More dogs and watchtowers to keep coke out of the clink
Last Updated: Friday, August 29, 2008 | 8:48 PM ET
CBC News
Public Safety Minister Stockwell Day illustrates a method used to smuggle drugs into prison: packing them into a tennis ball and throwing it over the wall. (CBC)Federal prisons will have nearly three times as many dogs patrolling cells and yards, and more watchtowers, as part of an anti-drug plan outlined Friday by Public Safety Minister Stockwell Day.
Day, in a speech at Kent prison in Agassiz, B.C., east of Vancouver, confirmed that Corrections Canada will receive $120 million over the next five years to try to keep federal penitentiaries drug-free. In its budget in February, the government had already announced $122 million in funding for Corrections Canada "to achieve better public safety results."
"Drugs undermine the success of our rehabilitation programs and increase offender recidivism rates," Day said in a statement.
The anti-drug strategy, detailed in June in a Corrections Canada report, includes such measures as:
- Increasing the number of drug-sniffing dog teams nationwide from 46 to 126.
- Using the dogs in prison cells and yards, as well as at entrances to institutions.
- Subjecting everyone entering a prison, including visitors, to the same search.
- Increasing the number of watchtowers "to reduce the incidence of drugs being thrown over penitentiary walls."
- Creating a national database to track visitors to prisons, in an effort to find suspicious activity.
As well, Corrections Canada will hire 165 new special security officers and administrators over the next five years.
A possible pitfall with heightened anti-drug measures for prison visitors is that innocent people can be wrongfully denied entry. Corrections officers acknowledge that their detecting machines can pick up traces of narcotics on people who have never handled or done drugs. The traces come from paper money in circulation, which sometimes is used to snort cocaine.

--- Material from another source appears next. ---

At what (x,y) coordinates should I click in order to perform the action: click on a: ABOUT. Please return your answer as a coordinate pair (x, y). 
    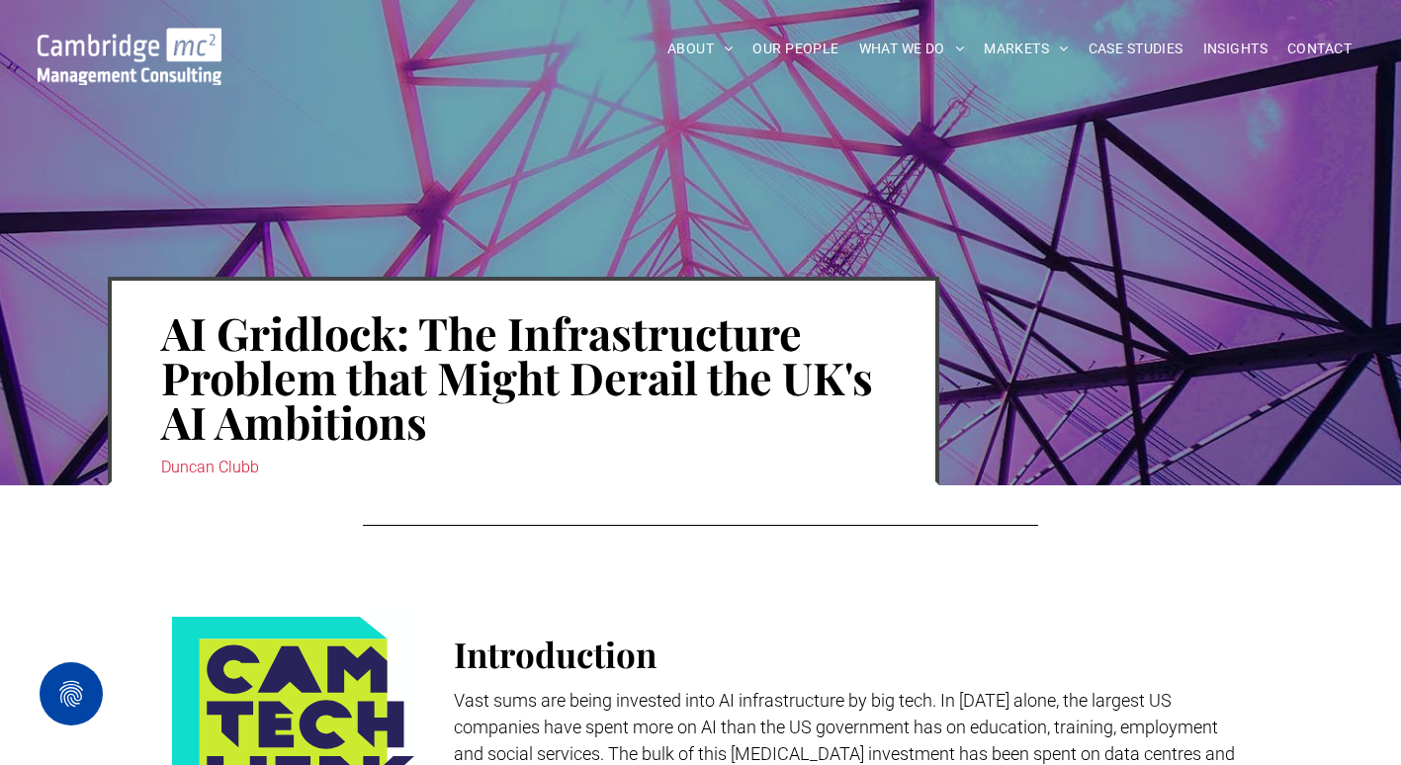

The new measures aim to fulfil the recommendations of an independent panel that reported last December on ways to reform the federal prison system, Day said.
The panel highlighted five key areas of concern, including eliminating drugs from Canada's 58 federal prisons. It said about 80 per cent of inmates arrive at prison with a drug problem.
Media reports over the last year have highlighted prison violence related to drug wars, as well as inmate overdose deaths.
The Vancouver Sun newspaper reported earlier this year that smugglers were using kids and even infants to get drugs into prisons. Last year, a dog at a Quebec prison sniffed out a woman and her six-week-old baby who were visiting an incarcerated gang member. Police found 32 grams of heroin on the child.